For any coil, E = N*d(phi)/dt. Always.
If E is the applied voltage phi will be the flux produced.
If phi is the applied flux to the coil, E will be the emf produced.
Lets look at this step by step.
1. When there is no load on the secondary side (i.e. No load condition)
E is the emf applied to the primary coil, then the coil will produce phi flux in the core.
You can see that, if E is sinusoidal, phi will be cosinusoidal.
The coil will consume that much current as required to produce the phi flux.
since, phi = N*I / reluctance_of_core we can calculate what will be the current required to produce the flux phi.

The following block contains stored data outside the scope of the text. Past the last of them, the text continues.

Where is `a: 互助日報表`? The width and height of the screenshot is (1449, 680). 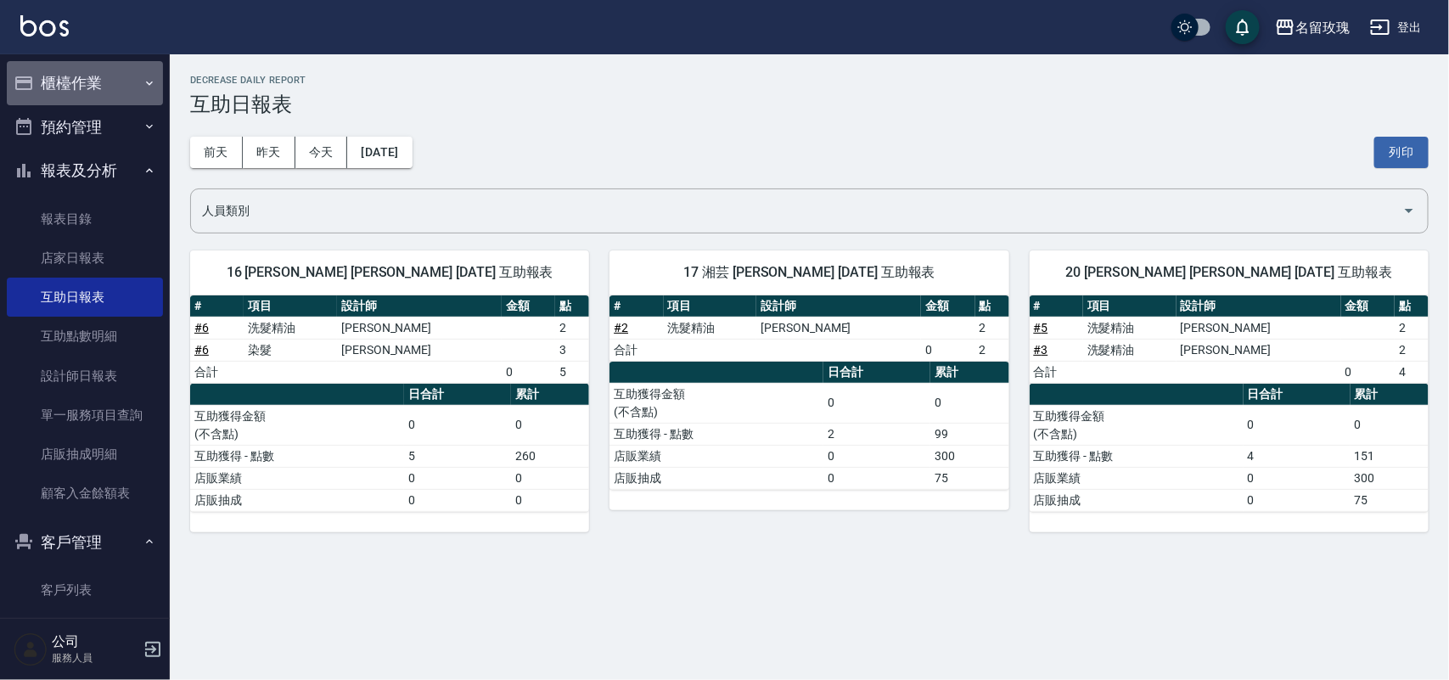
a: 互助日報表 is located at coordinates (85, 297).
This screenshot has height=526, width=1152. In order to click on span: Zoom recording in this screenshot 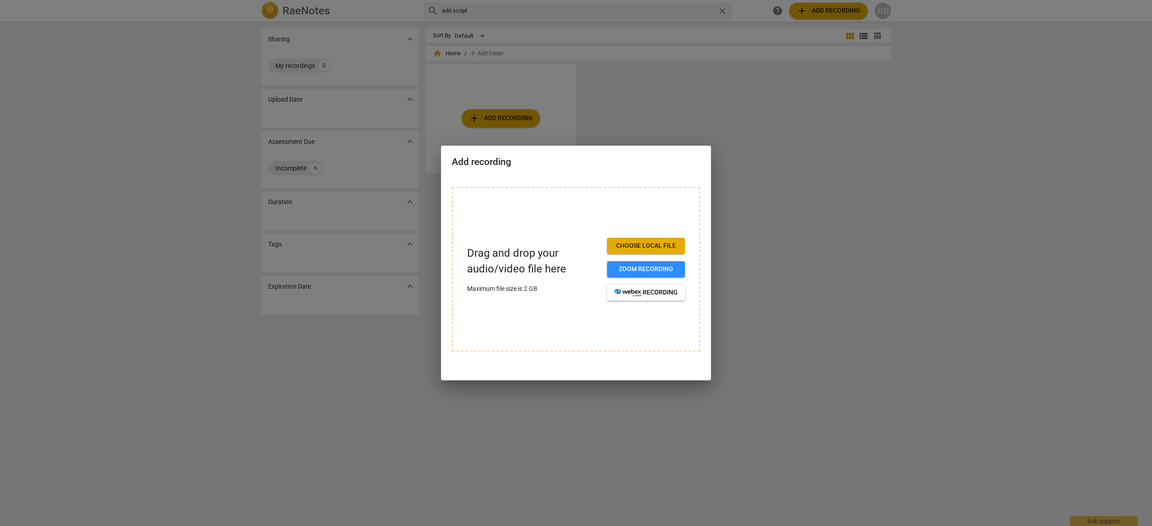, I will do `click(646, 269)`.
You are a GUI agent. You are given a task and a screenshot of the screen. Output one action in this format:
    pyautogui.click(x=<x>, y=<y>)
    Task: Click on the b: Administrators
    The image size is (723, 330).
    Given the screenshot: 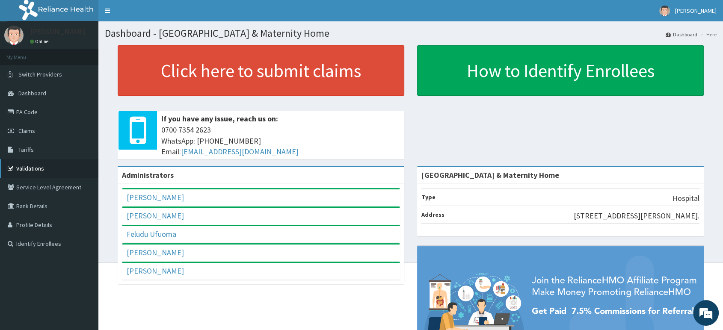 What is the action you would take?
    pyautogui.click(x=148, y=175)
    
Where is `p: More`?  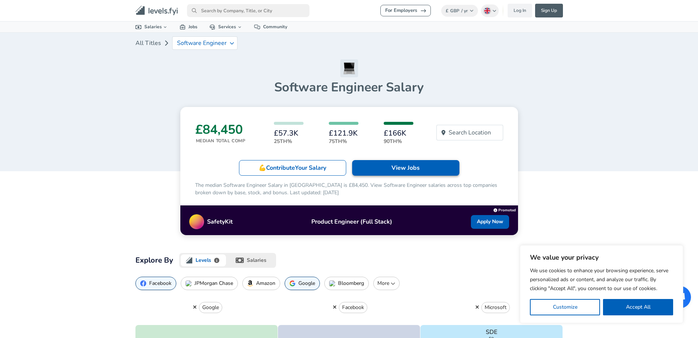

This current is the magnetizing current.
But since there is cosinusoidal flux in the core, the same rule applies to the secondary coil and there will be Emf induced in the secondary coil given by
E2 = N2*d(phi)/dt.
2. When there is Load in Secondary.
When you connect load to the secondary, then there will be secondary current. The secondary current flowing in the secondary coil will produce flux phi2 which will be in opposition with the flux previously being produced by the primary coil (by virtue of the primary magnetizing current). So, in effect the net flux in the core will reduce to phi-phi2. But Since Emf E is still being applied to primary coil, it demands that the flux linkage of primary coil still be phi. So what happens is the current in primary coil increases so that it now produces the flux: phi + phi2 so that the net flux linkage of the coil (that is flux in the core) becomes: phi + phi2 - phi2 = phi again. The additional current required in primary coil to restore the flux will not be equal to the current in the secondary unless the no. of turns are same in both of the coil. Hence, the secondary current that flows when load is connected to the secondary coil will be reflected in the primary coil on top of the already present magnetizing current (not as a replacement for it).
I hope you can now see the inner workings and understand why the magnetizing current is always present. Too answer in short, the flux produced by the secondary and the flux produced by primary would exactly cancel each other but because there is additional magnetizing current in primary, there will still flux in the core (hence the electromagnetic coupling)
I hope that wasn't too messy. I wish I knew LaTex.